Amy Howden-Chapman: Drain Lake Project
This article about Amy Howden-Chapman's video work Drain Lake Project was first published in Runway magazine.
Amy Howden-Chapman is an excellent writer. She completed an MA in Creative Writing in Wellington before moving on to her current studies at the California Institute of Arts. A productive twinning of art and language is evident in Howden-Chapman’s work. Much of her art is built from language.
Her practice is diverse—employing performance, painting, sculpture and installation—but language is always there, ghosting the edges of her physical objects. Often the words are actually present, in the form of speech or writing, but even when they are not I get the sense that they are suggested, waiting to form themselves in the sidelines.
Howden-Chapman’s recent work in the SQUARE² space at City Gallery Wellington, Drain Lake Project, examines the public space of Los Angeles—Howden-Chapman’s new home. In particular the work looks at Elysian Park, the oldest public park in Los Angeles. This park is a charged site, Los Angeles being identified as the city with the least open space per capita of any major American city. Local artists have created the Elysian Park Museum of Art and use the park to stage performances, interventions and coordinated events. Each variously contend with the contingencies of art in public space and the particular pressures of Elysian Park as a site.
Amy Howden-Chapman’s video work documents an ‘audio picnic’, a previous work the artist coordinated in Elysian Park. Friends met to share a picnic next to one of the park’s water drains, on which the artist placed a boom box playing an elegantly spoken monologue. For the SQUARE² iteration of this work, two TVs screened a shakily filmed video of the picnic, and speakers amplified the monologue throughout City Gallery’s entranceway.

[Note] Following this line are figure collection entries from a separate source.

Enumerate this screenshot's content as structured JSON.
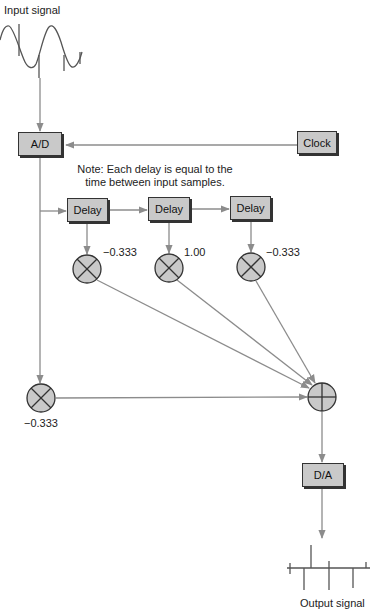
{
  "diagram": {
    "input_label": "Input signal",
    "output_label": "Output signal",
    "note_line1": "Note: Each delay is equal to the",
    "note_line2": "time between input samples.",
    "blocks": {
      "adc": "A/D",
      "clock": "Clock",
      "delay1": "Delay",
      "delay2": "Delay",
      "delay3": "Delay",
      "dac": "D/A"
    },
    "coefficients": {
      "tap0": "−0.333",
      "tap1": "−0.333",
      "tap2": "1.00",
      "tap3": "−0.333"
    },
    "icons": {
      "multiplier": "circle-x-multiplier-icon",
      "summer": "circle-plus-summer-icon"
    },
    "colors": {
      "block_fill": "#c9c9c9",
      "block_border": "#333333",
      "line": "#8c8c8c",
      "signal": "#555555"
    }
  }
}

Drain Lake Project is inflected with environmental concerns; a common thread across much of Howden-Chapman’s practice.[1] The flyer for the work pointedly features signage for Elysian Park which advertises the park as a verdant aquatic landscape. The dry, concrete drain beside which the picnickers ate speaks of another story—the pressing problems of water conservation and contamination, not only in relation to the upkeep of Elysian park itself, but equally in Los Angeles and its wider metropolitan area.
These ecological concerns are astutely amplified by the artist’s play with the rhetorical devices of language and their inbuilt contradictions. I wasn’t there at the actual picnic, and only had access to the filmed documentation in Wellington, but I imagine the strange, disembodied voice from the boom box demanded the attention of the picnickers. The monologue is read by a man whose voice sounds like a lake:
My voice was chosen because it sounds the most like a lake. Not a river, a lake. Not at all like a piñata, like a lake. You could say it sounds like a large pond, but really that’s a lake. My voice doesn’t sound like Jack Nicholson, not in China Town, like a lake.
It doesn’t sound like the moon or any thing like that, not like the ocean, nothing so big, but like a lake. Not stadiums, lakes. Not waterfalls, lakes. It doesn’t sound like grass, but I suppose you could say it sounds something like a whole field of something swaying, which in its own way is something like a lake.
This is what I mean about Howden-Chapman’s work being built out of language—which I acknowledge is a slightly awkward turn of phrase. In the artist’s work, objects, circumstances and situations are constructed by words, as if words are the same as people, bricks, fabric or paint. There is a disavowal of the secondary position of language as simply describing an actual thing in real life. Howden-Chapman messes up the relationship of words and their meanings and highlights the politics of metaphor.
I’m sort of writing, perhaps irresponsibly, about Howden-Chapman’s practice as a whole. But here, specifically in Drain Lake Project, the monologue of the man with the voice creates a multivalent shuffling of metaphorical allusions. I’m thinking of these layers as something like this: the lake isn’t here, but there is a boom box which plays the voice of a man whose voice sounds like a lake. His voice cannot physically be a lake it can only sound like one. The man is himself not present, but his voice is. His voice is in turn mediated by the recording and the boom box. It’s complicated. Here’s the break down from the most present to the most absent:
The drain
The people
The boom box
The voice
The man
The speech
The text
The lake
This is what metaphor contradictorily does: describe a thing by using something which is absent. The construction of a metaphorical lake through these components points to the lake’s absence like a finger. It is also a reminder of the man’s absence (we truly want to see this mysterious man with his watery voice), and a reminder of the failure of language to make these things present. This linguistic melancholy intertwines with the ecological concerns evident in Drain Lake Project to make the work a demand; a demand to make absent things available and ready—the contradictions of metaphor are ultimately productive here.
[1] See for example Amy Howden-Chapman’s works Save the Whale/The Great Pacific Ocean Rubbish Patch Recreation, Wellington, 2006, and The Flood, My Chanting, Wellington, 2008.